Automation and AI make self-service channels more intuitive for customers. Automated workflows guide customers through step-by-step directions to complete an action. Service administrators can create these simple, customer service automated workflows to streamline time-consuming processes. On the back end, AI reveals key insights and recommendations, populates information, and triggers processes.
For example, if a customer wants to report a stolen credit card, the steps for doing so appear on the customer’s screen. The steps walk the customer through how to file a report and put a hold on their account.
To keep things simple, use the same automated workflows that agents follow to help your customers. Be sure to update language so that the steps are from the customer’s perspective.
You can embed AI-powered chatbots into your self-service channels for customers to have an extra option for personalized support. More organizations are using them than ever before. In fact, 73% of service organizations now provide a service chatbot, whether AI-powered or rules-based. And 83% of service decision makers plan to increase AI investment next year.
Chatbots offer a first line of communication with your customers. When a chatbot is unable to answer, it collects qualifying data to escalate the case to an agent. The agent is able to jump into the same chat message and pick up where the bot left off to work one-on-one with the customer and resolve the issue.
While self-service channels are often the first step for customers, there’s always a chance customers might need more help. As they move to other channels, such as phone support, a connected experience is key. When data is available on a single screen, the agent picks up where the customer left off. They can review past articles and chat history. This creates a seamless experience for the customer, who doesn’t have to repeat information.

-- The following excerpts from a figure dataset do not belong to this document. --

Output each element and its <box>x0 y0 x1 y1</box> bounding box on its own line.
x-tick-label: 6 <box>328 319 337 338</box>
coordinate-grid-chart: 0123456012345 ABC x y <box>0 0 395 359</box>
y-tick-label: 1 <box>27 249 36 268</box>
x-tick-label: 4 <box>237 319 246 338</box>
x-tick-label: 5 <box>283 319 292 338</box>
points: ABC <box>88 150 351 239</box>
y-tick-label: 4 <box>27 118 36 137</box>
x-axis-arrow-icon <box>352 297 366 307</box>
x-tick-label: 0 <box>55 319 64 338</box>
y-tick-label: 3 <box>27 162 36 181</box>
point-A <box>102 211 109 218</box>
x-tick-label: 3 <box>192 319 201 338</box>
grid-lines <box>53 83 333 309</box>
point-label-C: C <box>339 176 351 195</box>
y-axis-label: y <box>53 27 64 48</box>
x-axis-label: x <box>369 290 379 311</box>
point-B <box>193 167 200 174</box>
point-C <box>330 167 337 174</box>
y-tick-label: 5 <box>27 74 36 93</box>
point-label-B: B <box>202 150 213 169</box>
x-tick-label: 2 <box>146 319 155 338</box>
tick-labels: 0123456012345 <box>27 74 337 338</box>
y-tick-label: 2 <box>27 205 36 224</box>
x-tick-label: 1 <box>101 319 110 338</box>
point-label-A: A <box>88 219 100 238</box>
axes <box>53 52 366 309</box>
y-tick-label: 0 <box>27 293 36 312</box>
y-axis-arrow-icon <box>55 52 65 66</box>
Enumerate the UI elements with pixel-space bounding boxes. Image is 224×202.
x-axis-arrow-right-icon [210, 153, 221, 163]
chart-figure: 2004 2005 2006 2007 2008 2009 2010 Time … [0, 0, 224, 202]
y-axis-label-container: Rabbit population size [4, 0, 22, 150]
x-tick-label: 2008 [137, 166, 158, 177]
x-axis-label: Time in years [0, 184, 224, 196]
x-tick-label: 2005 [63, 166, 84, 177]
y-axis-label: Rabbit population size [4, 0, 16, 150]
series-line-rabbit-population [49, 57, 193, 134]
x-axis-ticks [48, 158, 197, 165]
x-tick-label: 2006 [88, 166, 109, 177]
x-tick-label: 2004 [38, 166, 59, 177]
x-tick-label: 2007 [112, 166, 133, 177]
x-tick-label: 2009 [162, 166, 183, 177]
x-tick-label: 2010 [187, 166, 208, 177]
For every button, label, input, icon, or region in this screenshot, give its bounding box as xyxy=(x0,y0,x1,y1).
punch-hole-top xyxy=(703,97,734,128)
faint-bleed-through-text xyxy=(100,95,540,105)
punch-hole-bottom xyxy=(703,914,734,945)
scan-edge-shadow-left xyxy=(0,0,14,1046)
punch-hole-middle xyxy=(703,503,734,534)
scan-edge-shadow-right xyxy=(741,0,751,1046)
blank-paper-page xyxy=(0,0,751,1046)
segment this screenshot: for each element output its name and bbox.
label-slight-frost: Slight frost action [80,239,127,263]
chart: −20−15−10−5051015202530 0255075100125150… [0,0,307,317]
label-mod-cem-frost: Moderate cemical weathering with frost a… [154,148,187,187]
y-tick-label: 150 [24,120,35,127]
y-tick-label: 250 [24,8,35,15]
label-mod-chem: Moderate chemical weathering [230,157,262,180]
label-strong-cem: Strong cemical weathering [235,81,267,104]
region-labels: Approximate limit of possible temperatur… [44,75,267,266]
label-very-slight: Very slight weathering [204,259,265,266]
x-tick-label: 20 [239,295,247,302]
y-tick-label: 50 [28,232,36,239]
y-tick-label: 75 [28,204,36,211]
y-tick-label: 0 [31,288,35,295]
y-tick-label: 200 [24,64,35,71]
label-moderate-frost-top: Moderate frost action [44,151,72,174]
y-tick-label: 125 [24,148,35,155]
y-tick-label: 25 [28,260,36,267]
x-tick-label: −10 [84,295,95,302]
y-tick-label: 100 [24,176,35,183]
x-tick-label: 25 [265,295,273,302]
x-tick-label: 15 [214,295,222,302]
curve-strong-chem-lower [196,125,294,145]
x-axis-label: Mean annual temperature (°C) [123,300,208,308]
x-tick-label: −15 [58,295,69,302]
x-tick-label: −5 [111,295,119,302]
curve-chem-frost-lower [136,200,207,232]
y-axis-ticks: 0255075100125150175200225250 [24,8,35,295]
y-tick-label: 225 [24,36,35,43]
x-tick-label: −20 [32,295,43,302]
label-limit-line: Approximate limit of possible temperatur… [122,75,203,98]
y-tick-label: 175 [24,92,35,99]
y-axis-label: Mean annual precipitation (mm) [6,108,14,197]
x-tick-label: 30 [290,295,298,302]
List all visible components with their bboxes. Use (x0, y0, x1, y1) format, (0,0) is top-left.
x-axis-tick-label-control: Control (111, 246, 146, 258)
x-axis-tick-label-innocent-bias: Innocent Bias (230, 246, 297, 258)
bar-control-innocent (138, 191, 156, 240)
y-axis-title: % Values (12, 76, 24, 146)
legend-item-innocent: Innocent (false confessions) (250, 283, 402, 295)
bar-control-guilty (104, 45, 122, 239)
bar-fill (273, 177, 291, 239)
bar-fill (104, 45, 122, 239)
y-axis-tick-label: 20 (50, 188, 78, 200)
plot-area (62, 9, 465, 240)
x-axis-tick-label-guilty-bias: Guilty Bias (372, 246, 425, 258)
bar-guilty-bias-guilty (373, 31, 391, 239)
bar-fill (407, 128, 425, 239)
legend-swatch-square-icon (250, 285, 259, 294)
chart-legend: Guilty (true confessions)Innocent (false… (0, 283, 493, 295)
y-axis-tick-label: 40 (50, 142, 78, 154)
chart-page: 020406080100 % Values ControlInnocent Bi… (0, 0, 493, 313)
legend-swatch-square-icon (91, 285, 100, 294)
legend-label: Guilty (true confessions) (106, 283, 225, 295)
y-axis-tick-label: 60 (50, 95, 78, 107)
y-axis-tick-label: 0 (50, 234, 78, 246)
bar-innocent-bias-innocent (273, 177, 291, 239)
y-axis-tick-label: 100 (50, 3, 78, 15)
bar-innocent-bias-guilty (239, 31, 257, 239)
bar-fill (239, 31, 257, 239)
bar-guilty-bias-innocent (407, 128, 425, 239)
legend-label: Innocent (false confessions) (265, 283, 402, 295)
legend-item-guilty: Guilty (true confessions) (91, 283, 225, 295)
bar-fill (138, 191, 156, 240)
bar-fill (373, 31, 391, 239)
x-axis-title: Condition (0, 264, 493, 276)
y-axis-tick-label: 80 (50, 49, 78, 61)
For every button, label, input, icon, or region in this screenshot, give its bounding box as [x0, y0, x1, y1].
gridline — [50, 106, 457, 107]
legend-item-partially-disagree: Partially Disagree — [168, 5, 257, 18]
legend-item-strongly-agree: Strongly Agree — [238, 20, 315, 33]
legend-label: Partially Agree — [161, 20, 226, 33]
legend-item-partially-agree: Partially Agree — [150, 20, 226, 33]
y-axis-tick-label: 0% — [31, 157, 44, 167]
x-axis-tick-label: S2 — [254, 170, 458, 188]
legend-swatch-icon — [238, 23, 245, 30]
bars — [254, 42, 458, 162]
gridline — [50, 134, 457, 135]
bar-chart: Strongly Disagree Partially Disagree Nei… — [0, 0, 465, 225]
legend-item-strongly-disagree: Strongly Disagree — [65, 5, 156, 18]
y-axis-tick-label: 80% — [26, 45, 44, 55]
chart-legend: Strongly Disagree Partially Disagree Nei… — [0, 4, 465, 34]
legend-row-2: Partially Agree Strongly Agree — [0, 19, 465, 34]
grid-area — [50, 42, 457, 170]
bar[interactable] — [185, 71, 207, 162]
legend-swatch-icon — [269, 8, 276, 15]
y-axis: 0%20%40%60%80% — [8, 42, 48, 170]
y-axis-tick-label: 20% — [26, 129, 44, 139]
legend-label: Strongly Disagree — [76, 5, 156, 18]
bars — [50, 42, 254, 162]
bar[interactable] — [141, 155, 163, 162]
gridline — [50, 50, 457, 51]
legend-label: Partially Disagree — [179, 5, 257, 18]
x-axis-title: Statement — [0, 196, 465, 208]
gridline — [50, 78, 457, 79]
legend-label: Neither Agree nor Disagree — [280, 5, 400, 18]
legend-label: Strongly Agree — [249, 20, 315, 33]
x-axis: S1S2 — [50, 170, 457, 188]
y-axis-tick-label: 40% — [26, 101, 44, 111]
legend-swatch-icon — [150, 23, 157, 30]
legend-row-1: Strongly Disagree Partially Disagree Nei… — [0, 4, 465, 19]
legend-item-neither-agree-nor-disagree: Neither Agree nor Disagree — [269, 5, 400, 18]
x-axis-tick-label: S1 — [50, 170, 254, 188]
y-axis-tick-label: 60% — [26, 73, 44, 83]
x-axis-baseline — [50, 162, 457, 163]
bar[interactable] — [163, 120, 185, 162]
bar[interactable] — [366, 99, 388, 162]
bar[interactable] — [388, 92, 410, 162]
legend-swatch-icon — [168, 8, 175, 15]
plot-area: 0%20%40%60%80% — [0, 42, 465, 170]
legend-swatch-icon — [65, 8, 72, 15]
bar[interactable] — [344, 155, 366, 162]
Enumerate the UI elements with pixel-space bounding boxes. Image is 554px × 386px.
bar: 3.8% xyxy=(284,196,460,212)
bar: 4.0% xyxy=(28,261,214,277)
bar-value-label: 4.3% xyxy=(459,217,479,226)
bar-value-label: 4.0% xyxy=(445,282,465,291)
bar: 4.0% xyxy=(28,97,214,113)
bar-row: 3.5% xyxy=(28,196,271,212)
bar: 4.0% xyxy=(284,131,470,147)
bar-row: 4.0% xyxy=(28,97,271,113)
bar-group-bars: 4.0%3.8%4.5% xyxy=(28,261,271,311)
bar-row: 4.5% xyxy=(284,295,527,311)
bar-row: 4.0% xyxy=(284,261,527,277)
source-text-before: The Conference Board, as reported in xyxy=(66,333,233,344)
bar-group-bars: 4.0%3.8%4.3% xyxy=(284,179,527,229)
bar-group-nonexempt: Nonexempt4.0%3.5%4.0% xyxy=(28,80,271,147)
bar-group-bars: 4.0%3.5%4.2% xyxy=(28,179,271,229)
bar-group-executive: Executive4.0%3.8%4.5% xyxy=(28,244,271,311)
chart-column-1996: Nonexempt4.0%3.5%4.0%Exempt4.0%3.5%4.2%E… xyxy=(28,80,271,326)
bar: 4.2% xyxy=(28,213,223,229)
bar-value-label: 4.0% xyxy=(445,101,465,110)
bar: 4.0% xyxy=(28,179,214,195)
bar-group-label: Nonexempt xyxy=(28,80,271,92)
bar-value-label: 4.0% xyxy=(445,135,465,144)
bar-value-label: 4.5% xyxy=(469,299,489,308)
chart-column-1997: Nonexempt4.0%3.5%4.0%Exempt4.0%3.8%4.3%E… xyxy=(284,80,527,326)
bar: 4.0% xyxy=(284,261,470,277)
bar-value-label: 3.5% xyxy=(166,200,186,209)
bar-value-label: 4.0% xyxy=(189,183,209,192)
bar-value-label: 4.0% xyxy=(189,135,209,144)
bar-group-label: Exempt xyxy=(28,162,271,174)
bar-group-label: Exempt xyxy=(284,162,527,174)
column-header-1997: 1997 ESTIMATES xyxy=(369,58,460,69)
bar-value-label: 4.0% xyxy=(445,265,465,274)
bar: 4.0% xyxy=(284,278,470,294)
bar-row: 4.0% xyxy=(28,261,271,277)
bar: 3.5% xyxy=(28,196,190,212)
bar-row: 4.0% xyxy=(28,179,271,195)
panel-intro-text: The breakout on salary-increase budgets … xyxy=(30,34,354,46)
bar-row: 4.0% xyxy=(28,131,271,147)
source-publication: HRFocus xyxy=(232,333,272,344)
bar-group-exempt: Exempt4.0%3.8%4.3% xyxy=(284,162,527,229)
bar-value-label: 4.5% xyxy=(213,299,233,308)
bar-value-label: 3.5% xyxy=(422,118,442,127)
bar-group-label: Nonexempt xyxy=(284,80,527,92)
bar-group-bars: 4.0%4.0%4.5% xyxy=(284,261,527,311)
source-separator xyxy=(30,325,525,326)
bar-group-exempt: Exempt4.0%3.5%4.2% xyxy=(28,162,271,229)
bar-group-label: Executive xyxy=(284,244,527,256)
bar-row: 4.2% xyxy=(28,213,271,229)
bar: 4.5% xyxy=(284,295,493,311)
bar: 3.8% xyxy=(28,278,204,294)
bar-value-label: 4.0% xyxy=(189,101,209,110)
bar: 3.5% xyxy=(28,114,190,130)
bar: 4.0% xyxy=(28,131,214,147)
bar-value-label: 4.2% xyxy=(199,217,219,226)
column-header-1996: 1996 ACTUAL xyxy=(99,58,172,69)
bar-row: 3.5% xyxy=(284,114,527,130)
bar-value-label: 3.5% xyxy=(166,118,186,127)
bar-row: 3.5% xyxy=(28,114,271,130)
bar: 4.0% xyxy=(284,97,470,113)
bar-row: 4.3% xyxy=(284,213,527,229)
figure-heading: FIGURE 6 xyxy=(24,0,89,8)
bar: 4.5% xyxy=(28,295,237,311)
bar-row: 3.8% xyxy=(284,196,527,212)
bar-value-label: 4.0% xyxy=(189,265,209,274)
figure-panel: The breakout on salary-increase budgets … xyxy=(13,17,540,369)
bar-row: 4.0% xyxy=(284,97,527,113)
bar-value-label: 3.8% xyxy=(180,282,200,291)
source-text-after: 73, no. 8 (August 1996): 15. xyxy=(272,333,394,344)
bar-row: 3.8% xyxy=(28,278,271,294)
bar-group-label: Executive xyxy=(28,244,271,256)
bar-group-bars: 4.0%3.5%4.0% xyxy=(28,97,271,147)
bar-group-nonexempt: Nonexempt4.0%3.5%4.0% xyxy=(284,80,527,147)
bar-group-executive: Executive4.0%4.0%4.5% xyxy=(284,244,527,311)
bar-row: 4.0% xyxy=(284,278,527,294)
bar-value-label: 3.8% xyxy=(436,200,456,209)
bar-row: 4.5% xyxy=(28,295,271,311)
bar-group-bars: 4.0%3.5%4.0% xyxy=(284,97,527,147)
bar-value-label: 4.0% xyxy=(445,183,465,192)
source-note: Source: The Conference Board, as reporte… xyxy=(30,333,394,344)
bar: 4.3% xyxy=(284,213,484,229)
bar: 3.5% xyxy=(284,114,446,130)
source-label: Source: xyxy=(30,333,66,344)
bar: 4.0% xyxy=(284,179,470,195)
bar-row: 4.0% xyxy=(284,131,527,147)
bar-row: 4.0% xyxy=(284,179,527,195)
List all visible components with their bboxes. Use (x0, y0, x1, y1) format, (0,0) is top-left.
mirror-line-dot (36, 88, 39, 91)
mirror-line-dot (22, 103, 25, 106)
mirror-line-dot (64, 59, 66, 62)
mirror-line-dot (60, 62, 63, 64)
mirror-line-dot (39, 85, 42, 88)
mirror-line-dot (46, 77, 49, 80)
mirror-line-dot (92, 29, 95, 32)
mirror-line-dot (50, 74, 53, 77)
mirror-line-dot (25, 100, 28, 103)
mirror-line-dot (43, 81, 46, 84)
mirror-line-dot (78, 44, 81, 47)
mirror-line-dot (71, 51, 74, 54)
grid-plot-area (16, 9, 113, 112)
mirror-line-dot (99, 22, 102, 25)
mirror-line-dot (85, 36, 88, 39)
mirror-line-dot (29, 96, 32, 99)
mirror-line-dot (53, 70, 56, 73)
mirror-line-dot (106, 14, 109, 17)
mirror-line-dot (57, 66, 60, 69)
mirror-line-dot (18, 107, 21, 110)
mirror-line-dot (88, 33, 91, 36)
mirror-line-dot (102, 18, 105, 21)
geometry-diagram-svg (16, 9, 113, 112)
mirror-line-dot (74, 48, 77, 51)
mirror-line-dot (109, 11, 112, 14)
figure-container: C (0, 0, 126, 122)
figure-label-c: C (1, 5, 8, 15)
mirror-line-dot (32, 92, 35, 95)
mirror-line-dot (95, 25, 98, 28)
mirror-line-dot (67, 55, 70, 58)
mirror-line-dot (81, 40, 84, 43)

To gain a complete view of your data, connect self-service channels with your customer relationship management (CRM) platform. This will give your teams a complete view of your customers across their interactions on various channels. Access to this data helps your team create consistent experiences, no matter how the customer reaches out. The benefit is that you nurture loyalty, from onboarding to support.
Another benefit is that you can incorporate agent knowledge articles and workflows into customer-facing materials on your self-service channels. This saves your team from having to create brand-new content and also saves on setup time and admin costs as you repurpose existing processes.
Self-service channels are also important to your organization’s broader business strategy. Data from your self-service channels can reveal patterns in recurring requests. If you use self-service channels well, you gain firsthand insight into what customers are saying about your product or service — data you can use to make improvements.
To find out how helpful your self-service content and channels are to your customers, use prompts and survey questions that ask customers for their feedback. Then use intelligent analytics, like those available through Service Cloud’s Service Intelligence, to identify opportunities for improvement.
Organizations should look for the following improvements from self-service channels:
Your performance can inform ways to improve the customer experience. For example, if it takes customers too many steps to find an answer on a help center site, adjust your tagging strategy. This will ensure the right content always surfaces first in your search results. Whenever customers are immediately able to find what they need, satisfaction increases.
With self-service channels, customers get fast answers to their questions. Businesses deflect more cases while improving customer satisfaction. Agents are able to stay focused on more strategic work rather than on routine requests. That’s the secret to delivering excellent customer service at scale, anytime, anywhere.
Try Service Cloud free for 30 days. No credit card, no installations.
Tell us a bit more so the right person can reach out faster.
Get the latest research, industry insights, and product news delivered straight to your inbox.